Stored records
----------
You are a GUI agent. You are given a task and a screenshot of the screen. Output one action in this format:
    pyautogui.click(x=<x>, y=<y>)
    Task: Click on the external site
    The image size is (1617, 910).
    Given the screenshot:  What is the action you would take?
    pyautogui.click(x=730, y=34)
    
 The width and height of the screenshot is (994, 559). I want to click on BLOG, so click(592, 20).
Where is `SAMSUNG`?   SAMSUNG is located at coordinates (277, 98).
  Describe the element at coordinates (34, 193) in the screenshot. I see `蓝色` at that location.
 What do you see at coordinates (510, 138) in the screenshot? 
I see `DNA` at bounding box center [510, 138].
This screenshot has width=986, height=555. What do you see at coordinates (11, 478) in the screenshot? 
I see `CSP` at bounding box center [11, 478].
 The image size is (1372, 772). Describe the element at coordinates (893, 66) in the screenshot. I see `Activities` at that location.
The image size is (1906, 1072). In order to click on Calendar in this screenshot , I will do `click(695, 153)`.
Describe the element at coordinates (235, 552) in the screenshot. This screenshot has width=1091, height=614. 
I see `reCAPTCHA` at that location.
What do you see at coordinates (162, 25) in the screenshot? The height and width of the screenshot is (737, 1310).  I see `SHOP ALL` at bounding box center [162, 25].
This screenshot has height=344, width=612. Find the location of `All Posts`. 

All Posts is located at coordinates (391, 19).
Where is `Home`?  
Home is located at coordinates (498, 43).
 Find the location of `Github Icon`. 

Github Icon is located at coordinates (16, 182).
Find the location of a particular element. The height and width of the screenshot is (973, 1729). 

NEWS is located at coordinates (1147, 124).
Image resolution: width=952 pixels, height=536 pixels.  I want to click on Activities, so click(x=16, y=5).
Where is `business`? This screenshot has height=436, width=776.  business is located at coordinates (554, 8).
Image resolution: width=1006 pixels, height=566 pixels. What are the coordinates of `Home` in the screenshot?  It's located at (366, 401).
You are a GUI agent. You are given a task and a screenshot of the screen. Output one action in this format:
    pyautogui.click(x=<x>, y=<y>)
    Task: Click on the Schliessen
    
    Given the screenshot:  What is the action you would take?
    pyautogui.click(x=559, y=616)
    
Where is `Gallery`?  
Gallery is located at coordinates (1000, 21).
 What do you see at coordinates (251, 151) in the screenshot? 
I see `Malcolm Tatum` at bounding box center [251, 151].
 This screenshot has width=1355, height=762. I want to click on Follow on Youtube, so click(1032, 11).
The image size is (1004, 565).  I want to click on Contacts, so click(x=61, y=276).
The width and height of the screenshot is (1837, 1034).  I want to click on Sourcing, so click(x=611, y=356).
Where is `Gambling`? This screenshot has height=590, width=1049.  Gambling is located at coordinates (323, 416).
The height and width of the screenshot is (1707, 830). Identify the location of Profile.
----------
* TASK GOAL: Wherever the word "resolution" turns up in the records, copy out the line it is on.

* RESULT OF THE EXERCISE:
Image resolution: width=952 pixels, height=536 pixels.  I want to click on Activities, so click(x=16, y=5).
Image resolution: width=1006 pixels, height=566 pixels. What are the coordinates of `Home` in the screenshot?  It's located at (366, 401).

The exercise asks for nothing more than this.